GitHub Increases Rewards, Scope For Bug Bounty Program | Threatpost | The first stop for security news

GitHub has bolstered its bug-bounty program with increased rewards, an expanded scope of products and the addition of legal “safe-harbor” terms aiming to protect bounty hunters.

The web-based hosting service announced Tuesday that its program, first launched in 2014, will no longer have a maximum reward amount for critical vulnerabilities. The change comes after GitHub said it paid out a grand total of $165,000 to researchers who found vulnerabilities in its products in 2018.

“Over the past five years, we have been continuously impressed by the hard work and ingenuity of our researchers,” said GitHub’s Phil Turnbull, in a post. “We’re happy to share some of our highlights from the past year and introduce some big changes for the coming year: full legal protection for researchers, more GitHub properties eligible for rewards and increased reward amounts.”

GitHub said that it has increased rewards so that critical bugs now earn researchers between $20,000 and $30,000 – but there is no cap on these types of bugs, so the company could “reward significantly more for truly cutting-edge research.”

In comparison, the bug bounty reward for critical vulnerabilities was between $10,000 and $20,000 before, a spokesperson told Threatpost.

Critical bugs “present a direct and immediate risk to a broad array of our users or to GitHub itself;” this includes flaws like arbitrary code/command execution on a GitHub server, arbitrary SQL queries on the GitHub production database, a bypass of the GitHub login process, access to sensitive production user data or access to internal production systems.

Meanwhile “high”-severity flaws can bring in between $10,000 to $20,000 in bounties (the “high”-severity flaw bounty was between $5,000 and $10,000 before).

. Below is a full breakdown of the flaws’ payouts:

Meanwhile, the scope of products that can earn bounties have increased as well: “We’re excited to share that we are now increasing our bounty scope to reward vulnerabilities in all first-party services hosted under our github.com domain,” said GitHub.

As before, products like GitHub.com, the GitHub API and GitHub CSP are in scope; but now, more products, like GitHub Education (GitHub’s tools to help educators work more effectively in the classroom), GitHub Learning Lab (a GitHub learning app), GitHub Jobs (a job posting app for open software development positions),and the GitHub Desktop application (an open-source app for working with GitHub.com or a GitHub Enterprise account) have been added to the program.

GitHub now also offers bounties for vulnerabilities in first-party services under the employee-facing githubapp.com and github.net domains.

GitHub has also expanded the scope of its enterprise products bounties, which previously included Enterprise Server since 2016, to now also include Enterprise Cloud.

Finally, GitHub is adopting a set of legal safe-harbor terms to its policies. Safe-harbor terms are conditions clearly outlining how researchers, who are acting in good faith, can report bugs without facing legal repercussions.

GitHub’s version specifically mandates that research activity remains protected and authorized – even if researchers accidentally overstep the bounty program’s parameters.

“Our safe harbor now includes a firm commitment not to pursue civil or criminal legal action, or support any prosecution or civil action by others, for participants’ bounty-program research activities,” GitHub said. “You remain protected even for good-faith violations of the bounty policy.”

In addition, GitHub said it will do its best to protect researchers against legal risk from third parties who don’t have the same level of safe-harbor terms in place; and researchers won’t be violating site terms if it is specifically for bounty research.

“In creating these terms, we aim to go beyond the current standards for safe-harbor programs and provide researchers with the best protection from criminal, civil and third-party legal risks,” GitHub said.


▸ Work required
Determine how many of the lines below hold the word "manager". Give the number and nothing else.

[Dataset listings of figures]

↓

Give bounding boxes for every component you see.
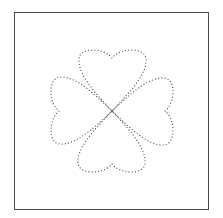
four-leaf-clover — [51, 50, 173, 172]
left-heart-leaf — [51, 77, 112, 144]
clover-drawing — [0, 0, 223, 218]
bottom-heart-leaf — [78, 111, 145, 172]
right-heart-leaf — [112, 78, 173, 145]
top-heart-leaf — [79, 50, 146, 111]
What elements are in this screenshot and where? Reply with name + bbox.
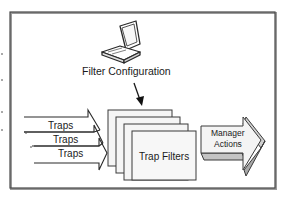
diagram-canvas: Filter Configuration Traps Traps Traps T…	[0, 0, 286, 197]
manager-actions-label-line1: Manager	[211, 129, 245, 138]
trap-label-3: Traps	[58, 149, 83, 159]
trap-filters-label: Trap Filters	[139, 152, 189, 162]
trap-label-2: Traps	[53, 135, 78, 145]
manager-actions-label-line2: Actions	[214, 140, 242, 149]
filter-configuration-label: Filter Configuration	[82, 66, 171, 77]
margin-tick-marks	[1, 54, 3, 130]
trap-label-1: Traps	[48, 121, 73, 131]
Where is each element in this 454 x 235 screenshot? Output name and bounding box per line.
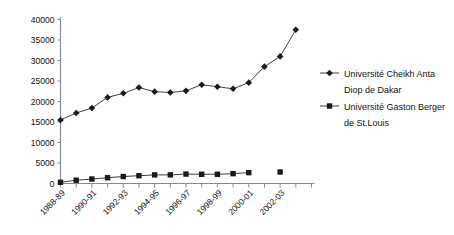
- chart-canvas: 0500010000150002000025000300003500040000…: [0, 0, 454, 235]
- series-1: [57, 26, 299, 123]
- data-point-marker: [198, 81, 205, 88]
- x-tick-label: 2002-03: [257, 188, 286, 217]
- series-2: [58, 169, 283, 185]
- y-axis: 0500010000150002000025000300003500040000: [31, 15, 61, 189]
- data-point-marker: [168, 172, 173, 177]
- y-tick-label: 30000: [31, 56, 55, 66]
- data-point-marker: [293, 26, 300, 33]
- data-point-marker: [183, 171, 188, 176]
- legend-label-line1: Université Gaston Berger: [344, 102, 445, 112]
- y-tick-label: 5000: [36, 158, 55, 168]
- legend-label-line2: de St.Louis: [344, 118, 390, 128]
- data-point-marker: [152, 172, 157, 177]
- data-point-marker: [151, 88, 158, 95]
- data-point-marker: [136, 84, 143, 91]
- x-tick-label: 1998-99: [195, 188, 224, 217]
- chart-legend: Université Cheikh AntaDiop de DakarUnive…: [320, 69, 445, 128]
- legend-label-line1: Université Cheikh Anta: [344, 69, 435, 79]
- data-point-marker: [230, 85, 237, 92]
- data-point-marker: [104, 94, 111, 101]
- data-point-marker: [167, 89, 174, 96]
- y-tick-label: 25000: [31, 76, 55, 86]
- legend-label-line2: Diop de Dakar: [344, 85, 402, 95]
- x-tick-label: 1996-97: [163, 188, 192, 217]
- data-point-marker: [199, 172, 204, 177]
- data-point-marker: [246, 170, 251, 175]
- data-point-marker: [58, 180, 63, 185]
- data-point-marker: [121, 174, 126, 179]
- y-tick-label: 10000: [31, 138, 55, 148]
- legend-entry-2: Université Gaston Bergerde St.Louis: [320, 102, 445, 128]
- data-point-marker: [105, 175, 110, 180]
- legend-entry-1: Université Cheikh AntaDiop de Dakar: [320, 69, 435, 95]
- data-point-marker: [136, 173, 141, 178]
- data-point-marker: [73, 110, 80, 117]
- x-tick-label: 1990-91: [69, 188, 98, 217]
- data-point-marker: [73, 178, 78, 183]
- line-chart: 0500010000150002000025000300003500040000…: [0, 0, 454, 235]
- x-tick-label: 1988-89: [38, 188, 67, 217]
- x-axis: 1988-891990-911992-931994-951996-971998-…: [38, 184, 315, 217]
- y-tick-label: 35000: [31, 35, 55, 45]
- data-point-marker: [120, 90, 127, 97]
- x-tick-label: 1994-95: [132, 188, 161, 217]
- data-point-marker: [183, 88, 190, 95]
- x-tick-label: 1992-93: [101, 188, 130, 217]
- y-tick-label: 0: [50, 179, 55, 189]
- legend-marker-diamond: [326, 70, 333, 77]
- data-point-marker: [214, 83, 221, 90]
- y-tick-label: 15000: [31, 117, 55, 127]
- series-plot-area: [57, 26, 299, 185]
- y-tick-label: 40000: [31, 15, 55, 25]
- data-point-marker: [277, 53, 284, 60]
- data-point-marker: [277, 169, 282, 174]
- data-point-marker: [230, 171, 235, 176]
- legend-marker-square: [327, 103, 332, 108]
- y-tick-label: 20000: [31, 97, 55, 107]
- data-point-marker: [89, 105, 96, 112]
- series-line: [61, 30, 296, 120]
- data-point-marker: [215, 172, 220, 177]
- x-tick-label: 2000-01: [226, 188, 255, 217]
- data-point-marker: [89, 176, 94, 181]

↑

▸ Written solution
2